At @IFP, we’ve spent the past 3 years thinking about all the different ways the US government & philanthropy fund R&D.
Until now, R&D funders haven’t had a systematic way to match the innovation problem to the right funding tool.
We built THE ATLAS OF INNOVATION to fill that gap.
https://t.co/XZshJ7pr1f
Alongside @UChi_MSA, we’ve boiled down thousands of hours of research into a handful of questions covering how much the R&D funder knows about:
- the problem they want to solve
- the solution it should have
- the team that should build the solution
Why the Atlas matters:
The US government spends close to $200 billion every year on R&D. And after the Anthropic and OpenAI IPOs, there will be hundreds of billions of dollars in new philanthropic giving.
Choosing the correct funding approach to the social problems they’re trying to solve will mean the difference between success and failure.
For example, NSF research grants have helped seed breakthroughs from MRI machines to search engines, but grants aren’t built to deliver the kind of industrial speed and scale that a project like Operation Warp Speed required.
Picking the wrong funding approach can leave programs behind schedule, over budget, or without anything to show for all the money they spent.
How we built the Atlas:
1. We began by creating a matrix of dozens of considerations that a thoughtful policymaker or funder would ideally weigh before deciding how to fund a project.
2. We looked at every major funding approach, from grants to R&D tax credits to advance market commitments, analyzing when they work well and when they fail to meet the mission.
3. We spent months deep in the weeds of contract theory and incentive design, looking at historical examples and the state-of-the-art research in innovation economics.
4. We then worked to turn that research into a tool that time-strapped policymakers and philanthropic funders could rely on at the start of an innovation funding cycle.
5. Three years later, we are launching just that: a new (and visually stunning) website to help funders decide how to best incentivize innovation. And all they have to know… is what they currently know about their innovation goal! The Atlas takes care of the rest.
How to navigate the Atlas:
Answer questions about your goal to find the funding approach aligned with the information you have.
Each funding mechanism has its purpose for particular technologies and specific moments in development.
There shouldn’t be an ARPA for every field, just like we don’t need a prize or AMC for every innovation. The Atlas helps you navigate those tradeoffs.
“I want to persuade other high-net-worth individuals to invest in an innovative, ROI-focused public safety strategy — one that focuses on impact over ideology.”
Cool
This is embarrassing. And fixable.
But I still hear and receive a lot of negative feedback from senior folks who just don't seem to see a need for change. Until we do, we own this collectively as a discipline.
The Government of Ontario is committing to a corporate #BeneficialOwnership registry.
We're proud to have worked with @scaldron to communicate the successes the #EndSnowWashing Coalition has had in #Canada.
More:
https://t.co/4QL46puYs0
New from me: I’ve been appointed to lead the Canadian Tax Observatory, dedicated to rigorous research, collaboration and public education on tax policy -- with an eye to furthering economic growth and combatting inequality. Here’s more: https://t.co/bbtAUyOCPL
How can open, verifiable data power the public good? On Oct 14–15, GLEIF India’s Vikas Panwar joins @CDPG_IISc’s Symposium on Data for Public Good in Bengaluru, speaking on data spaces, digital product passports, & governing verifiable ecosystems. #LEI
More info 👇
We've updated a paper on the 3-year, $1000/month U.S. guaranteed income study.
New results, in 3 figures: 🧵
1) Subjective well-being significantly improved in the treatment group in year 1, but there were no sig differences between the treatment & control group after that. 1/
Re-listening to @deankarlan’s interview on @statecraft and it’s (still) depressing. After reading his book I was super excited to hear about his appointment but it seems clear that he didn’t have a real mandate.
https://t.co/9RqmXF2JAr
Canadian Federal Government has released draft legislation for previously announced enhanced reporting by non-profits that are not charities from the 2024 Fall Economic Statement https://t.co/hAZFhqOEzv
It's a bit painful for me to share this, but I respect @KelseyTuoc (and @evavivalt) a lot, and I think they're basically right: the most rigorous recent studies on basic income and cash transfers (in rich countries) have yielded pretty disappointing results.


- [Work task]: Every entry must be repeated exactly in the answer.

- [Stored data]:
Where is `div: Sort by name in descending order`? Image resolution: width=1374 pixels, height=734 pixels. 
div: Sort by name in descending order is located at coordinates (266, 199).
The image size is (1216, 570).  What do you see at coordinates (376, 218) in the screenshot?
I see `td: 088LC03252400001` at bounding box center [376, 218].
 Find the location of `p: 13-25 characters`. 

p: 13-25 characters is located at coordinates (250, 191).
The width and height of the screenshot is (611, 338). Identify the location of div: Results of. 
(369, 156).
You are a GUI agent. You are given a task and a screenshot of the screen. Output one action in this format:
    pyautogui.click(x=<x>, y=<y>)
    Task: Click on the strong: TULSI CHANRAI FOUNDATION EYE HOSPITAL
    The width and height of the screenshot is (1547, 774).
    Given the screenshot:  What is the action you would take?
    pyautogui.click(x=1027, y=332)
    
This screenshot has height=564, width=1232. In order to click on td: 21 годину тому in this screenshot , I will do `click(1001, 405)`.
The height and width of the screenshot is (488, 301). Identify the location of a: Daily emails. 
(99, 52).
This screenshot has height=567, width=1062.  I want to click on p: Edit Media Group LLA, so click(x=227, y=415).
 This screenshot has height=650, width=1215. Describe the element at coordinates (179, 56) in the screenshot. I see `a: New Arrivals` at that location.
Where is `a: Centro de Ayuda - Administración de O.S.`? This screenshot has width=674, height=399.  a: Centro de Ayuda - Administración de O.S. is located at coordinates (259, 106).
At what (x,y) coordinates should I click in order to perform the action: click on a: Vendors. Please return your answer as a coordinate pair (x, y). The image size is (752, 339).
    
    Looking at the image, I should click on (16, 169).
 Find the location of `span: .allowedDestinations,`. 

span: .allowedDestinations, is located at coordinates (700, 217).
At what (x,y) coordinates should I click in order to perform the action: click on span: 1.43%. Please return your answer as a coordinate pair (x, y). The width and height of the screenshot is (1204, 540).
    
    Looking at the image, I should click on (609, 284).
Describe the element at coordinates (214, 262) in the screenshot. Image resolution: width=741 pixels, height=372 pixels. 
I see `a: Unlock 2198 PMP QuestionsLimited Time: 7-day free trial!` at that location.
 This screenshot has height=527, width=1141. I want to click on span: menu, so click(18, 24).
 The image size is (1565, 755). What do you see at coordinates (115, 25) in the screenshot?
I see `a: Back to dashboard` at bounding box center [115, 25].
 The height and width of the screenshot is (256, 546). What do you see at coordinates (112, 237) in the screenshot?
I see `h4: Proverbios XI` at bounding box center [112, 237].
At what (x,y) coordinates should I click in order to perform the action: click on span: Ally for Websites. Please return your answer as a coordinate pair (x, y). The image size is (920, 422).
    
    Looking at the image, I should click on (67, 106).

- [Output for this exercise]:
Where is `div: Sort by name in descending order`? Image resolution: width=1374 pixels, height=734 pixels. 
div: Sort by name in descending order is located at coordinates (266, 199).
The image size is (1216, 570).  What do you see at coordinates (376, 218) in the screenshot?
I see `td: 088LC03252400001` at bounding box center [376, 218].
 Find the location of `p: 13-25 characters`. 

p: 13-25 characters is located at coordinates (250, 191).
The width and height of the screenshot is (611, 338). Identify the location of div: Results of. 
(369, 156).
You are a GUI agent. You are given a task and a screenshot of the screen. Output one action in this format:
    pyautogui.click(x=<x>, y=<y>)
    Task: Click on the strong: TULSI CHANRAI FOUNDATION EYE HOSPITAL
    The width and height of the screenshot is (1547, 774).
    Given the screenshot:  What is the action you would take?
    pyautogui.click(x=1027, y=332)
    
This screenshot has height=564, width=1232. In order to click on td: 21 годину тому in this screenshot , I will do `click(1001, 405)`.
The height and width of the screenshot is (488, 301). Identify the location of a: Daily emails. 
(99, 52).
This screenshot has height=567, width=1062.  I want to click on p: Edit Media Group LLA, so click(x=227, y=415).
 This screenshot has height=650, width=1215. Describe the element at coordinates (179, 56) in the screenshot. I see `a: New Arrivals` at that location.
Where is `a: Centro de Ayuda - Administración de O.S.`? This screenshot has width=674, height=399.  a: Centro de Ayuda - Administración de O.S. is located at coordinates (259, 106).
At what (x,y) coordinates should I click in order to perform the action: click on a: Vendors. Please return your answer as a coordinate pair (x, y). The image size is (752, 339).
    
    Looking at the image, I should click on (16, 169).
 Find the location of `span: .allowedDestinations,`. 

span: .allowedDestinations, is located at coordinates (700, 217).
At what (x,y) coordinates should I click in order to perform the action: click on span: 1.43%. Please return your answer as a coordinate pair (x, y). The width and height of the screenshot is (1204, 540).
    
    Looking at the image, I should click on (609, 284).
Describe the element at coordinates (214, 262) in the screenshot. Image resolution: width=741 pixels, height=372 pixels. 
I see `a: Unlock 2198 PMP QuestionsLimited Time: 7-day free trial!` at that location.
 This screenshot has height=527, width=1141. I want to click on span: menu, so click(18, 24).
 The image size is (1565, 755). What do you see at coordinates (115, 25) in the screenshot?
I see `a: Back to dashboard` at bounding box center [115, 25].
 The height and width of the screenshot is (256, 546). What do you see at coordinates (112, 237) in the screenshot?
I see `h4: Proverbios XI` at bounding box center [112, 237].
At what (x,y) coordinates should I click in order to perform the action: click on span: Ally for Websites. Please return your answer as a coordinate pair (x, y). The image size is (920, 422).
    
    Looking at the image, I should click on (67, 106).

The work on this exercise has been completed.